Finally spent the time to read this whole thread yesterday after bookmarking it when it first started! Lots of great stuff.
I thought I’d have a go at contributing.
As has been touched on before in this thread, when you start trying to do things more realistically, the scale of your objects and the scene start to become more important. Or at least, keeping some kind of ‘scale connection’ between your geometry and the shaders and lights you use. I’ve created some renders in Maxwell to demonstrate this (though you could do the same in mental ray etc). Oh, and I realise this thread is quite a few years in span, but these days Maxwell can use the N, K fresnel equation for its materials and also load measured data in the form of ‘complex IOR’ files so you get the right response per wavelength of light etc. It has a library of around 275 measured substances. mental ray also has measured BRDF shaders I believe but they aren’t included with the host applications yet.
Anyway, back to scale and materials!
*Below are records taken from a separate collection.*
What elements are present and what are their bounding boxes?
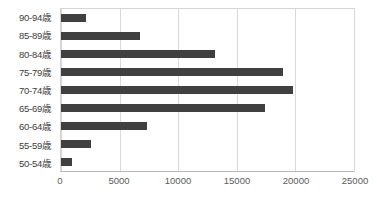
bar bbox=[61, 158, 72, 166]
gridline bbox=[354, 9, 355, 171]
category-tick: 70-74歳 bbox=[0, 81, 56, 99]
category-label: 60-64歳 bbox=[19, 119, 52, 133]
category-label: 85-89歳 bbox=[19, 28, 52, 42]
value-tick-label: 10000 bbox=[165, 175, 191, 186]
category-label: 50-54歳 bbox=[19, 156, 52, 170]
value-axis: 0500010000150002000025000 bbox=[60, 175, 355, 191]
category-axis: 90-94歳85-89歳80-84歳75-79歳70-74歳65-69歳60-6… bbox=[0, 8, 56, 172]
bar-row bbox=[61, 45, 354, 63]
category-label: 55-59歳 bbox=[19, 138, 52, 152]
bar-row bbox=[61, 135, 354, 153]
bar-row bbox=[61, 63, 354, 81]
value-tick-label: 5000 bbox=[108, 175, 129, 186]
bar-row bbox=[61, 9, 354, 27]
category-label: 65-69歳 bbox=[19, 101, 52, 115]
value-tick-label: 20000 bbox=[283, 175, 309, 186]
category-label: 80-84歳 bbox=[19, 47, 52, 61]
bar bbox=[61, 14, 86, 22]
bar-row bbox=[61, 153, 354, 171]
value-tick-label: 25000 bbox=[342, 175, 368, 186]
bar-row bbox=[61, 117, 354, 135]
bar-row bbox=[61, 27, 354, 45]
category-tick: 65-69歳 bbox=[0, 99, 56, 117]
bar bbox=[61, 86, 293, 94]
bar bbox=[61, 32, 140, 40]
value-tick-label: 0 bbox=[57, 175, 62, 186]
category-tick: 85-89歳 bbox=[0, 26, 56, 44]
bar-row bbox=[61, 99, 354, 117]
bar bbox=[61, 122, 147, 130]
category-tick: 60-64歳 bbox=[0, 117, 56, 135]
value-tick-label: 15000 bbox=[224, 175, 250, 186]
category-label: 75-79歳 bbox=[19, 65, 52, 79]
bar-row bbox=[61, 81, 354, 99]
category-tick: 90-94歳 bbox=[0, 8, 56, 26]
category-tick: 55-59歳 bbox=[0, 136, 56, 154]
bar bbox=[61, 50, 215, 58]
bar bbox=[61, 140, 91, 148]
category-tick: 50-54歳 bbox=[0, 154, 56, 172]
category-tick: 75-79歳 bbox=[0, 63, 56, 81]
bar bbox=[61, 68, 283, 76]
category-label: 70-74歳 bbox=[19, 83, 52, 97]
category-tick: 80-84歳 bbox=[0, 44, 56, 62]
plot-area bbox=[60, 8, 355, 172]
bars-layer bbox=[61, 9, 354, 171]
category-label: 90-94歳 bbox=[19, 10, 52, 24]
bar bbox=[61, 104, 265, 112]
bar-chart: 90-94歳85-89歳80-84歳75-79歳70-74歳65-69歳60-6… bbox=[0, 0, 377, 205]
Let’s start with absorbtion (or ‘attenuation’ or ‘falloff’) for things like glass:

As you can see, my statue (from a free Stanford collection) is 1 meter tall and is made of glass. It’s important to know that even in very transparent substances like glass, the light does die off as it moves through the object (I guess because of impurities and the micro structure itself etc). Changing how fast the light is absorbed inside changes the look of the material. As far as I know, common glass has an attenuation distance of about 30cm, so the third statue is the most correct… for this scale! If instead of changing the attenuation distance, I scaled my scene up or down, I would notice the same changing appearance because the light is travelling further or shorter distances through the same substance.
Scale also matters for SSS (subsurface scattering) effects:

(Please ignore the ugly artifacting in the first two statues… the model is from scan data and so there must be holes and geometry issues causing it.)
Here I’m only changing what in Maxwell is called the scattering coefficient, which basically means how dense the particles are inside the object. It doesn’t really matter what the number means exactly for this demo, just that denser looks more solid. The more particles there are inside the object, the less likely the light is to make it all the way through. You also may be more likely to think that the object is of a smaller scale towards the left, and bigger on the right.
For that material the surface colour is a yellowish-orange, and the particles inside are white. Also, you often have with SSS an option to bias how much of the light scatters ‘forwards’ through the object, or ‘backwards’ back towards the light source. In this case my bias (called assymetry in Maxwell) is set to 0 so it’s 50/50 (equal in all directions, diffuse).
One last example (sorry if the images are too big, you can drag them into a new tab to see the full size):

Here is a combination of the above two effects, in a way. I have kept the SSS coefficient the same, but changed the absorbtion as with the glass example. Once the absorbtion is really low, the light can only penetrate 0.4 cm into the object and so you don’t get much influence from the white particles inside. The light is dieing off before it gets back out. Again, changing the scale of the model would do this also.
In mental ray, the absorbtion on the MIA (or Arch & Design material in 3DS Max) is called Refraction Falloff under the Advanced Refraction rollout. In terms of SSS being accurately changed with the scene scale, I think that only works in mental ray when using the Misss Physical shader, which uses photons.